Christian Topography

Originally written in Greek with illustrations and maps, his view of the flatness of the world may have been influenced by some Jewish and Eastern contemporaries.

The author cites passages from the Christians' scriptures which he interprets originally in order to support his thesis, and attempts to argue down the idea of a spherical Earth by stigmatizing it as "pagan".

More recent authors tend to agree with Photius on the stylistic points, but to find the work generally reliable for geographical and historical references.

Edward Gibbon, for example, said "the nonsense of the Monk was, nevertheless, mingled with the practical knowledge of the traveller" and used it in writing The History of the Decline and Fall of the Roman Empire.

The Topography is often erroneously cited as evidence that Christianity introduced the idea of the flat-Earth into the world, and brought in the age of ignorance.

He repeatedly denounces "those reprobate Christians who, ..., prefer, through their perverse folly or downright wickedness, to adopt the miserable Pagan belief that earth and heaven are spherical, and that there are Antipodes on whom the rain must fall up."

The subtleties of Cosmas were left to the Greeks, for the most part; the western geographers who pursued his line of thought were usually content to stop short at the merely negative dogmas of the Latin Fathers; and no great support was given to the constructive tabernacle system of the Indian merchant.

[4] David C. Lindberg asserts: "Cosmas was not particularly influential in Byzantium, but he is important for us because he has been commonly used to buttress the claim that all (or most) medieval people believed they lived on a flat earth.

Ancient world map , from Christian Topography , by Cosmas Indicopleustes .
The world according to the book is a parallelogram.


Requirement
Below are records to write out again, exactly as they read.

***

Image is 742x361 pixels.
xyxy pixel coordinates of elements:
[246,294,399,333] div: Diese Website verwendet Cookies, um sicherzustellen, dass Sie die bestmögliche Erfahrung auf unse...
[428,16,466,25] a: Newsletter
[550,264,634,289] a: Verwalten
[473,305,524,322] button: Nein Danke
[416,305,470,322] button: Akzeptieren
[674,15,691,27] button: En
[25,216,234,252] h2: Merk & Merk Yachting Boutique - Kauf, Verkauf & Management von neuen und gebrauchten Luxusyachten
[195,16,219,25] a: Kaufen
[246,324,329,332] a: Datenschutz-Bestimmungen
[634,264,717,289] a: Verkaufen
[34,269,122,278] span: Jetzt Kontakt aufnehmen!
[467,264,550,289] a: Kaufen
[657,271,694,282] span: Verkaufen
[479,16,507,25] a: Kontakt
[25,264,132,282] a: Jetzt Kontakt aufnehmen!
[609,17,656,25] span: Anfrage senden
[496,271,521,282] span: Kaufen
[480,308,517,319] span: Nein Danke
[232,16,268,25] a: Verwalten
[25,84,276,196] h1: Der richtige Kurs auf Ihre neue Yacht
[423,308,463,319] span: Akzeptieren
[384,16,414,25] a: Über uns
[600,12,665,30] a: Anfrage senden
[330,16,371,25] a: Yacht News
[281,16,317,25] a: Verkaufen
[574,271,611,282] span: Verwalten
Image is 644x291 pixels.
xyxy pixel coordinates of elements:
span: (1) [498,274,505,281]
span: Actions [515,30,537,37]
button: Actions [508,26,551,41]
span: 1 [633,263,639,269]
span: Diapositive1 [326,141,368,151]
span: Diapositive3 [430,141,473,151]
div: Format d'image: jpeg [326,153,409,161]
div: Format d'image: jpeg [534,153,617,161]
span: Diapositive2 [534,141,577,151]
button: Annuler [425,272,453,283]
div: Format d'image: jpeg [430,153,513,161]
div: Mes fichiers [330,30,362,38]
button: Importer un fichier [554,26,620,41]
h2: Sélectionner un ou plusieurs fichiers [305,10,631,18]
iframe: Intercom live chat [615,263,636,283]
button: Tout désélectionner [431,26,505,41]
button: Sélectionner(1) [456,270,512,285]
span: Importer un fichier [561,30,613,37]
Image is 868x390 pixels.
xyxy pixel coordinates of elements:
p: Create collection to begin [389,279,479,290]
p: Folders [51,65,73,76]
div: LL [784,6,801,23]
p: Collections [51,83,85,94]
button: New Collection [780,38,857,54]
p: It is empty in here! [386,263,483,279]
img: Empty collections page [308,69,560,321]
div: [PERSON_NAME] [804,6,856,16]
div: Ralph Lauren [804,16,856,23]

***

Response to the exercise
Image is 742x361 pixels.
xyxy pixel coordinates of elements:
[246,294,399,333] div: Diese Website verwendet Cookies, um sicherzustellen, dass Sie die bestmögliche Erfahrung auf unse...
[428,16,466,25] a: Newsletter
[550,264,634,289] a: Verwalten
[473,305,524,322] button: Nein Danke
[416,305,470,322] button: Akzeptieren
[674,15,691,27] button: En
[25,216,234,252] h2: Merk & Merk Yachting Boutique - Kauf, Verkauf & Management von neuen und gebrauchten Luxusyachten
[195,16,219,25] a: Kaufen
[246,324,329,332] a: Datenschutz-Bestimmungen
[634,264,717,289] a: Verkaufen
[34,269,122,278] span: Jetzt Kontakt aufnehmen!
[467,264,550,289] a: Kaufen
[657,271,694,282] span: Verkaufen
[479,16,507,25] a: Kontakt
[25,264,132,282] a: Jetzt Kontakt aufnehmen!
[609,17,656,25] span: Anfrage senden
[496,271,521,282] span: Kaufen
[480,308,517,319] span: Nein Danke
[232,16,268,25] a: Verwalten
[25,84,276,196] h1: Der richtige Kurs auf Ihre neue Yacht
[423,308,463,319] span: Akzeptieren
[384,16,414,25] a: Über uns
[600,12,665,30] a: Anfrage senden
[330,16,371,25] a: Yacht News
[281,16,317,25] a: Verkaufen
[574,271,611,282] span: Verwalten
Image is 644x291 pixels.
xyxy pixel coordinates of elements:
span: (1) [498,274,505,281]
span: Actions [515,30,537,37]
button: Actions [508,26,551,41]
span: 1 [633,263,639,269]
span: Diapositive1 [326,141,368,151]
span: Diapositive3 [430,141,473,151]
div: Format d'image: jpeg [326,153,409,161]
div: Format d'image: jpeg [534,153,617,161]
span: Diapositive2 [534,141,577,151]
button: Annuler [425,272,453,283]
div: Format d'image: jpeg [430,153,513,161]
div: Mes fichiers [330,30,362,38]
button: Importer un fichier [554,26,620,41]
h2: Sélectionner un ou plusieurs fichiers [305,10,631,18]
iframe: Intercom live chat [615,263,636,283]
button: Tout désélectionner [431,26,505,41]
button: Sélectionner(1) [456,270,512,285]
span: Importer un fichier [561,30,613,37]
Image is 868x390 pixels.
xyxy pixel coordinates of elements:
p: Create collection to begin [389,279,479,290]
p: Folders [51,65,73,76]
div: LL [784,6,801,23]
p: Collections [51,83,85,94]
button: New Collection [780,38,857,54]
p: It is empty in here! [386,263,483,279]
img: Empty collections page [308,69,560,321]
div: [PERSON_NAME] [804,6,856,16]
div: Ralph Lauren [804,16,856,23]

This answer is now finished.